Okay, so it's getting close to Valentine's Day and the topic of love came up yesterday as we were doing a metta meditation during the Learn to Meditate workshop, so I thought I'd stick to the topic of love for a few days because it's in the air!
Some months ago I published the link to Anthony De Mello because he wrote some inspiring works about love before he died. He was a jesuit priest living in India and has a yogic perspective mixed in with his Christian beliefs and I found his teachings really accessible.
Here's what he says in his article from The Way to Love, called "Love One Another."
"What is love? Take a look at a rose. Is it possible for the rose to say, 'I shall offer my fragrance to good people and withhold it from bad people?' Or can you imagine a lamp that withholds its rays from a wicked person who seeks to walk in its light? It could only do that by ceasing to be a lamp. And observe how helplessly and indiscriminately a tree gives its shade to everyone, good and bad, young and old, high and low; to animals and humans and every living creature-even the one who seeks to cut it down. So this is the first quality of love: its indiscriminate character."
And he goes on. Part of what he says is that love is not something you DO but rather it's something that you BE.
"There's nothing you can do. But there is something you can drop. Observe the marvelous change that comes over you the moment you stop seeing people as good and bad, as saints and sinners and begin to see them as unaware and ignorant. You must drop your false belief that people can sin in awareness. No one can sin in the light of awareness. Sin occurs, not, as we mistakenly think, in malice, but in ignorance...to see this is to acquire the indiscriminate quality one so admires in the rose, the lamp and the tree."
And the second quality is that it doesn't ask for anything in return.
If you have time and want to get another hit of a love conversation, listen to an interview with John O'Donohue before he died. He speaks of love and soul mates and friendship and many other things. Here's his website.
Both of these guys were priests and had the opportunity to be with people in a very intimate way as they went through live changes and losses and both examined their lives and love and the role it plays in all of our lives. Enjoy!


--- DESCRIPTION OF THE TASK ---
For this exercise, copy out each line of the material below that includes "value".

--- EXERCISE MATERIALS ---
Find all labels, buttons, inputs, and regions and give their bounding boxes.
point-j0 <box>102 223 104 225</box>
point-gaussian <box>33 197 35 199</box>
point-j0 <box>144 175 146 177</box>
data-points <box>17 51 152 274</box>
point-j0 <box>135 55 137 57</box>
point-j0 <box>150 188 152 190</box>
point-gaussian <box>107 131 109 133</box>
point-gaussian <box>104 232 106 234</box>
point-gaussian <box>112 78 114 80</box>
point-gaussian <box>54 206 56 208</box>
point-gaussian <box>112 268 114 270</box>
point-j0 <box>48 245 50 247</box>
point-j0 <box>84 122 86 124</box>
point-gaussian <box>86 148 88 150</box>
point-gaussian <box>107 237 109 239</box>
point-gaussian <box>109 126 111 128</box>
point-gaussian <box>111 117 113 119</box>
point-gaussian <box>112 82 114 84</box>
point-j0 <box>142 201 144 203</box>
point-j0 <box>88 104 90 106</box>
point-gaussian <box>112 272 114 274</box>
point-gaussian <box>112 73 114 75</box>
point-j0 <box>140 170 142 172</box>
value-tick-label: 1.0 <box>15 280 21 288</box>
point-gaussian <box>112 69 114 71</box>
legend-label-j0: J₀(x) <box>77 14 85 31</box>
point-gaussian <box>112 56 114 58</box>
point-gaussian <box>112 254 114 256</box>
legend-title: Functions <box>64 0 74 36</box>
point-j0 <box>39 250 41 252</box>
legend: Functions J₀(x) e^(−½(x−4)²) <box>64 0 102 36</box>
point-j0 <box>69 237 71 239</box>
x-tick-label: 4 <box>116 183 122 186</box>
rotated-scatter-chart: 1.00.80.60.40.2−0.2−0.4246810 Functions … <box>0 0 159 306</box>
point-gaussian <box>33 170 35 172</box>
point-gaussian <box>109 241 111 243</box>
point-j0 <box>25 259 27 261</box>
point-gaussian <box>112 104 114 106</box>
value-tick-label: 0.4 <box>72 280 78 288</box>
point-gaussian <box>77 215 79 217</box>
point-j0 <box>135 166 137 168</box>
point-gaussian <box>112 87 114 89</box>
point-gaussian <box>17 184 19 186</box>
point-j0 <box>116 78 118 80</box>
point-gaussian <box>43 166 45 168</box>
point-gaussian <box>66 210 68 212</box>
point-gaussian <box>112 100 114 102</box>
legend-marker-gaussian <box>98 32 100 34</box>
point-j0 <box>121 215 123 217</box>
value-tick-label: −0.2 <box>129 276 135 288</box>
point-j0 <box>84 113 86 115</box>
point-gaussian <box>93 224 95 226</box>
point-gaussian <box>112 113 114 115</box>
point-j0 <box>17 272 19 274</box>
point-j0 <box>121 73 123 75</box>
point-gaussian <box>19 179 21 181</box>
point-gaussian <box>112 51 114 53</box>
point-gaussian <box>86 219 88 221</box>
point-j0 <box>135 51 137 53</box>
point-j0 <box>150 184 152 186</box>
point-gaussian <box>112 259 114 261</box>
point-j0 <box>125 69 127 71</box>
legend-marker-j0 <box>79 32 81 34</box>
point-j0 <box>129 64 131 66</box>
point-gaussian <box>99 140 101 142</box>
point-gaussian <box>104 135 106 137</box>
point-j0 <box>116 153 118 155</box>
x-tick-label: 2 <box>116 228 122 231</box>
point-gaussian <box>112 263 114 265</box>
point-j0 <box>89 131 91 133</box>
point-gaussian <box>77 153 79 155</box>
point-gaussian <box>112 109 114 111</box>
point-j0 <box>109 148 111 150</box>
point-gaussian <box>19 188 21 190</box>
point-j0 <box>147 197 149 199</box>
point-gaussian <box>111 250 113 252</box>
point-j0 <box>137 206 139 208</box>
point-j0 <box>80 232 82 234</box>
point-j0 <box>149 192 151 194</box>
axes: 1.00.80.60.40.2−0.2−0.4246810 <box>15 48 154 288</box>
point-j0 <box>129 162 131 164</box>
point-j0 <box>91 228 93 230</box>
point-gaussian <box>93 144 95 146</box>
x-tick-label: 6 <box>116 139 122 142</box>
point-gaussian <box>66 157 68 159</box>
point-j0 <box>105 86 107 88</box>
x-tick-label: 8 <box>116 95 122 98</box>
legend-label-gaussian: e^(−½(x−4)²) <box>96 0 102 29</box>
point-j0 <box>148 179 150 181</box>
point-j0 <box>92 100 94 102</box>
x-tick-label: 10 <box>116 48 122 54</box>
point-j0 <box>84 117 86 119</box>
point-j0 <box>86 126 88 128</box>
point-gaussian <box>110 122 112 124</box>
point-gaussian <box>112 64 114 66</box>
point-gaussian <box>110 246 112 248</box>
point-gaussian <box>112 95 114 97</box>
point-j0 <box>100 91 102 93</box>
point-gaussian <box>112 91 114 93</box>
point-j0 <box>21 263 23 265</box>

--- PROBLEM SOLUTION ---
value-tick-label: 1.0 <box>15 280 21 288</box>
value-tick-label: 0.4 <box>72 280 78 288</box>
value-tick-label: −0.2 <box>129 276 135 288</box>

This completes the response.